After I’d dropped close to two hundred billion dollars the guy in the tux comes to me and says, you’re not really Bill Gates, are you? I mean, you are Bill Gates, but you’re not that Bill Gates. ’Fraid not, I said. Well, that leaves us with a problem, Mr Gates, because you owe us and our partners at the Desert Inn, Golden Nugget et al a shade over two hundred and five billion dollars, and the interest is accruing daily. How exactly do you propose to repay us?

I must confess, I hadn’t thought of that. To be honest I didn’t realise you guys had that much money. We don’t, he replied, even we’re not that rich. Yes, but you gave me thirty billion dollars credit first thing, I said. How could you do that if you didn’t have the money to start with? We gave you credit, Mr Gates, not money. Anyone can give credit. Yes, I said, but where does the credit come from? The same place the banks get their credit, he said, we created it. Banks create credit, I asked? Of course, he said, I thought everyone knew that. They do it by writing figures in a book, or inputting data into a computer. Oh fine, I said. Well, in that case, as I owe you two hundred billion dollars or so of money you created by writing figures in a book, I guess I can repay you by writing a figure for the same amount, in my cheque book. Then the two will cancel out. Only if you have money in your account, Mr Gates, he said, and as you have none, at least not that much, we’ll have to come to a different arrangement. Oh I said. Only banks have the power to honour their own cheques, Mr Gates, he said.

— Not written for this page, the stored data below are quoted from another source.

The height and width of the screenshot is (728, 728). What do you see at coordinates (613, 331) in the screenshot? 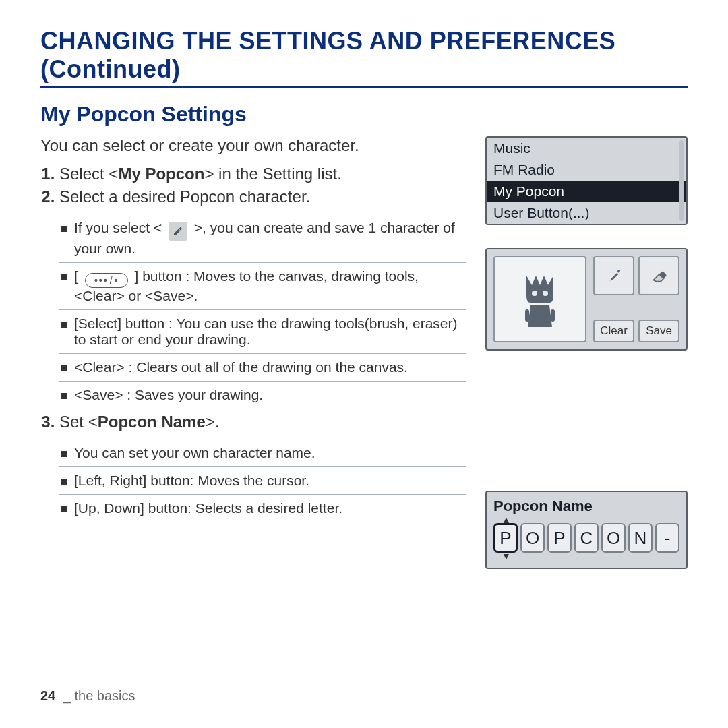
I see `clear-button: Clear` at bounding box center [613, 331].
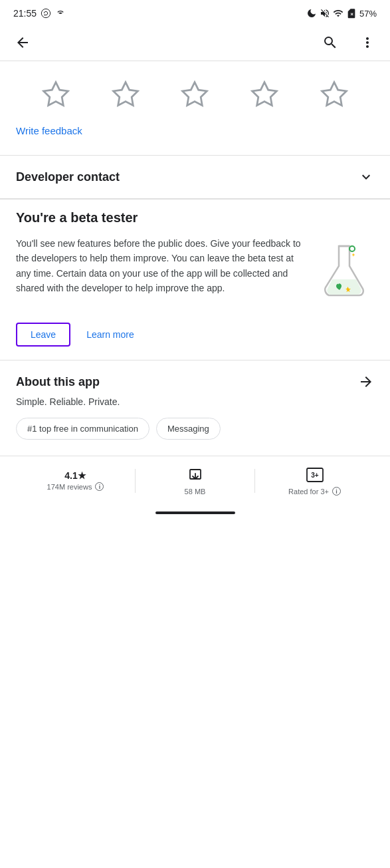 The image size is (390, 868). I want to click on star-3-icon, so click(195, 94).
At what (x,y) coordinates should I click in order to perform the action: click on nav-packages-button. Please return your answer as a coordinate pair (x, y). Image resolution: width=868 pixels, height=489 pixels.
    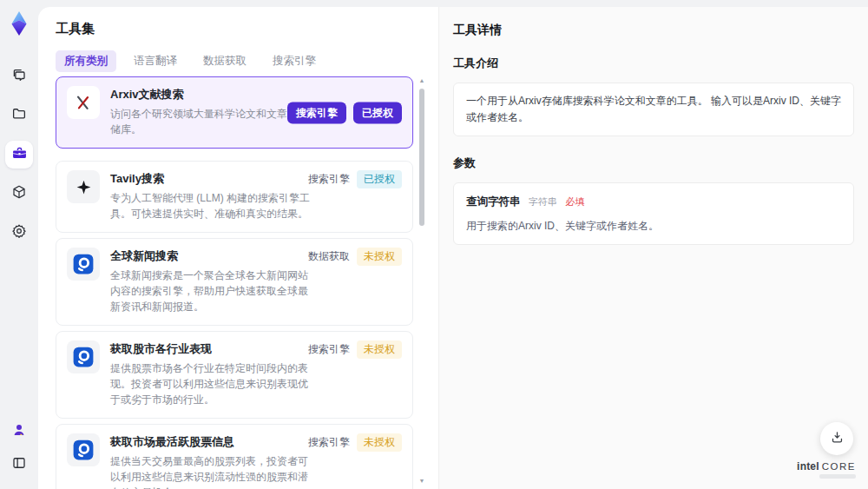
    Looking at the image, I should click on (19, 194).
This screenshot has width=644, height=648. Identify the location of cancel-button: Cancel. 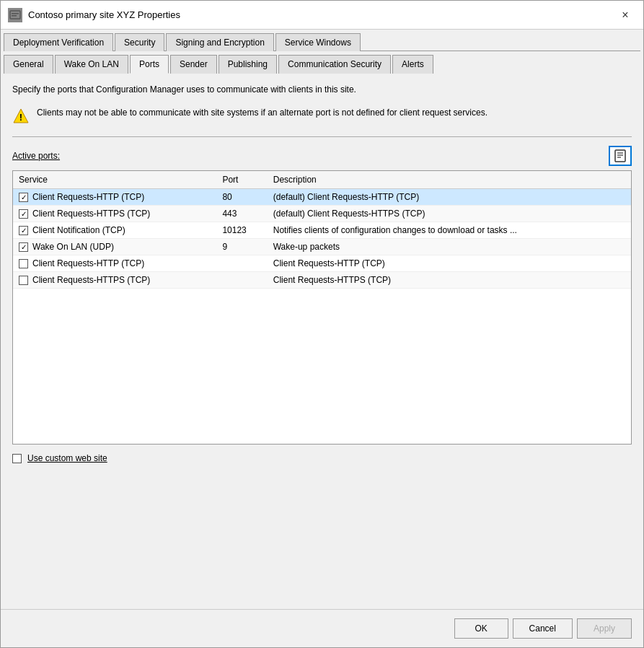
(542, 629).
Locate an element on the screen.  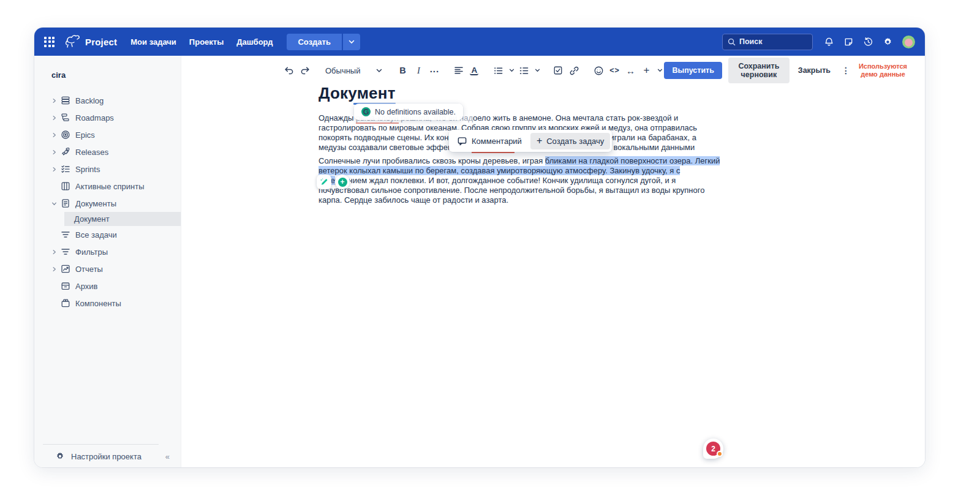
sidebar-nav: Backlog Roadmaps Epics Releases Sprints … is located at coordinates (108, 202).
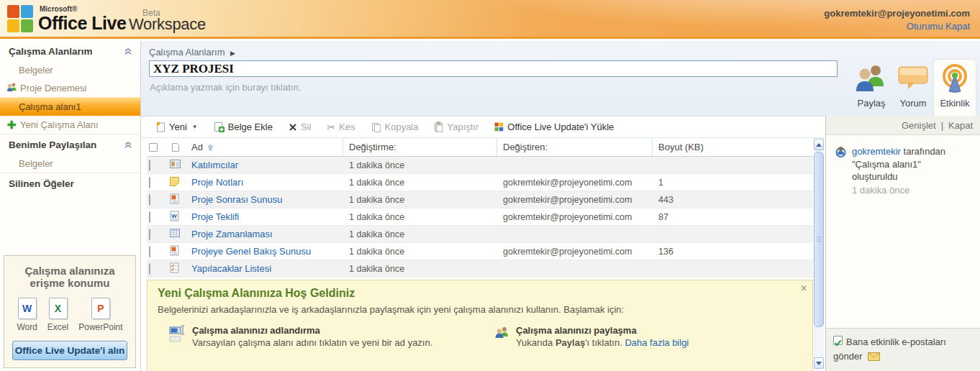 The height and width of the screenshot is (371, 980). What do you see at coordinates (919, 125) in the screenshot?
I see `expand-link: Genişlet` at bounding box center [919, 125].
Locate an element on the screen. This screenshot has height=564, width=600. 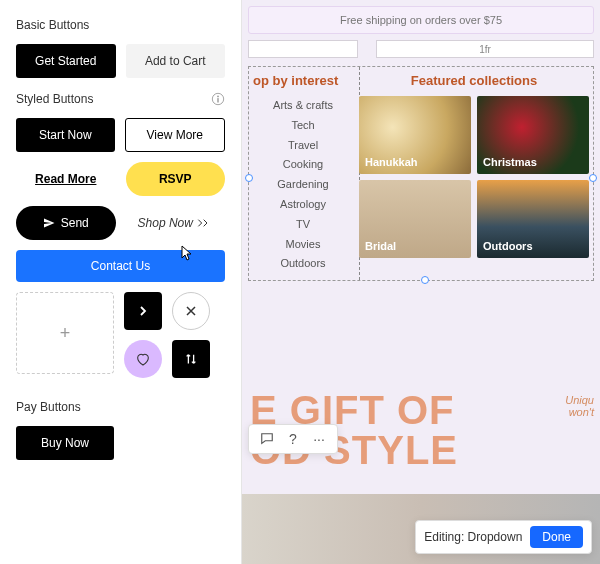
more-icon: ··· is located at coordinates (319, 439).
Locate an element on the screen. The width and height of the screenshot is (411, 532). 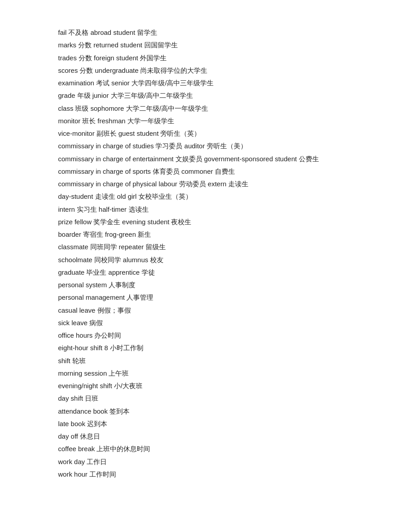
list-item: schoolmate 同校同学 alumnus 校友 is located at coordinates (206, 260).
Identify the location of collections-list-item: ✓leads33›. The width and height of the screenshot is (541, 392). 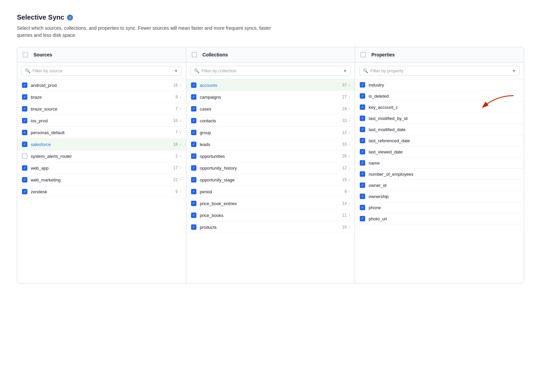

So my problem, Mr President, our problem, is that the boys in Vegas created two hundred billion dollars out of nothing and loaned it to me at interest. I gave it back to them and now they want me to repay it as well. Heck, not only was this credit created out of nothing, it was spent on nothing. True, it gave my good lady and myself a few hours entertainment, but it profited no one, it wasn’t used to build a hospital, to improve the city’s infrastructure, to relieve the terrible suffering of the American people in the wake of the recent hurricanes, or even to put anyone’s kids through college. The money was created out of nothing by parasites and squandered on useless pleasure, but now it has to be repaid, and repaid in full.

And if it isn’t repaid, Mr President, heck, the American economy will collapse. Well, that’s not quite true, the guy in the tux has given me until Monday, then he says he’ll send a couple of his gorillas round to break both my arms.

Anyway Mr President, if you can bail me out with two hundred billion dollars, I would be most grateful. Oh, one other thing, you can’t do what the boys in Vegas did and create this money out of nothing. They say this is expressly forbidden. No, no! You have to repay them using taxpayers’ money. Otherwise the confidence of the American public in Las Vegas will be undermined. And if that happens, heck, people just won’t gamble anymore.